Ancuta Sarca’s Spellbinding Shoe Sculptures Enchant the Fashion World
In an artist’s studio bursting with color in East London, a young talent carefully crafts her next masterpiece. But Ancuta Sarca does not sculpt with clay or paint upon canvas; her medium is leather, mesh, and rubber. With deft fingers, she pieces together fragments of vintage sneakers, metallic fabrics, buttery patent leather – mismatched jigsaw pieces transformed through her vision into fantastical footwear.
Sarca, a Romanian transplant whose previous life dressing indie rockstars seems worlds away, has captured the imagination of the fashion elite with her shoe label’s intriguing Frankenstein chic. Browns buying director Ida Petersson praises the brand’s “ability to blend the sports and sustainability worlds together,” while Sarca’s inaugural collaboration with Fashion East cemented her as a designer to watch.
Yet her beginnings were humble. Desperate for distraction from the monotony of an office job, Sarca started crafting quirky loafers and sandals for herself from castaway materials, more to spark joy than to make a business. But when friends coveted her designs, she hired two seamstresses with a factory background in her hometown to produce some samples. Stockists came calling shortly after Sarca’s raw talent shone at Romanian Fashion Week, and her peculiar footprint in the industry grew season after season.

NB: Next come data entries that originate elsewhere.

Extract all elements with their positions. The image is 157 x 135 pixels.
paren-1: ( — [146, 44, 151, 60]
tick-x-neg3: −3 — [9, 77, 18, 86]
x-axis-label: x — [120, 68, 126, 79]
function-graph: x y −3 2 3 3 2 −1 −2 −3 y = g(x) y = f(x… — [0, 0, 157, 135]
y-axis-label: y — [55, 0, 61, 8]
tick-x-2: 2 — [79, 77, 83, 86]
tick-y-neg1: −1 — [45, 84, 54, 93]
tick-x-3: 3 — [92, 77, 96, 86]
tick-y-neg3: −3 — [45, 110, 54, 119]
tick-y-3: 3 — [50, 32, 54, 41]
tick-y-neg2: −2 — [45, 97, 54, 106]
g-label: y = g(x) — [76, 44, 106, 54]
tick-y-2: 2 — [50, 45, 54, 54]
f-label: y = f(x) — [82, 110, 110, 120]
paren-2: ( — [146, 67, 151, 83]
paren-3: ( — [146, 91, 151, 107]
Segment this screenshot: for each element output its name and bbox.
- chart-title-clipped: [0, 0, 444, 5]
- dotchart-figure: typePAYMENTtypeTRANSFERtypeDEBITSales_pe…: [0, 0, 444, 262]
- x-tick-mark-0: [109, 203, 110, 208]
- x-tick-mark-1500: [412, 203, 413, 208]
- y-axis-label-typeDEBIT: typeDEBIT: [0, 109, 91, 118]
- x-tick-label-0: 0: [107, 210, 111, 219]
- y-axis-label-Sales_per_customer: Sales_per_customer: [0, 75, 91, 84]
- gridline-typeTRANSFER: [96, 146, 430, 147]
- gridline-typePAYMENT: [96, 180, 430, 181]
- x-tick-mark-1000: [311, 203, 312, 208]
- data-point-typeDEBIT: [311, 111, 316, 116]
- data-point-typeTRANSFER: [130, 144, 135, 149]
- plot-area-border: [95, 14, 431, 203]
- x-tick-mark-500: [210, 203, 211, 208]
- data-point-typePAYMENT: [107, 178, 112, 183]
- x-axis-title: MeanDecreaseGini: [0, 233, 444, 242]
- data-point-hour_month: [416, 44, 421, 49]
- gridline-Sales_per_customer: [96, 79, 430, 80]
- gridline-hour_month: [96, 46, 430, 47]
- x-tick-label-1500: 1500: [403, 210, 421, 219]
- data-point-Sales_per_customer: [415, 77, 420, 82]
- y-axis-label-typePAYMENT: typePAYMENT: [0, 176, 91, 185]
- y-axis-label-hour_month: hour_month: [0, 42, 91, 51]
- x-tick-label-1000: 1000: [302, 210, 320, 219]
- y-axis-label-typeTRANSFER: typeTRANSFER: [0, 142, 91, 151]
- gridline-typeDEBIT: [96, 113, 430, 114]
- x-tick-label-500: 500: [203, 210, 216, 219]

Now splitting her time between the old world and the new, Sarca admits expansion is in the cards but reassures she will always remain hands-on, sewing initial prototypes of her 500-piece seasonal collections. Though keeping up with demand grows more daunting, it seems likely Sarca’s mesmerizing patchwork heels will continue marching their vibrant, boldly feminine way onto retail floors and red carpets across the globe.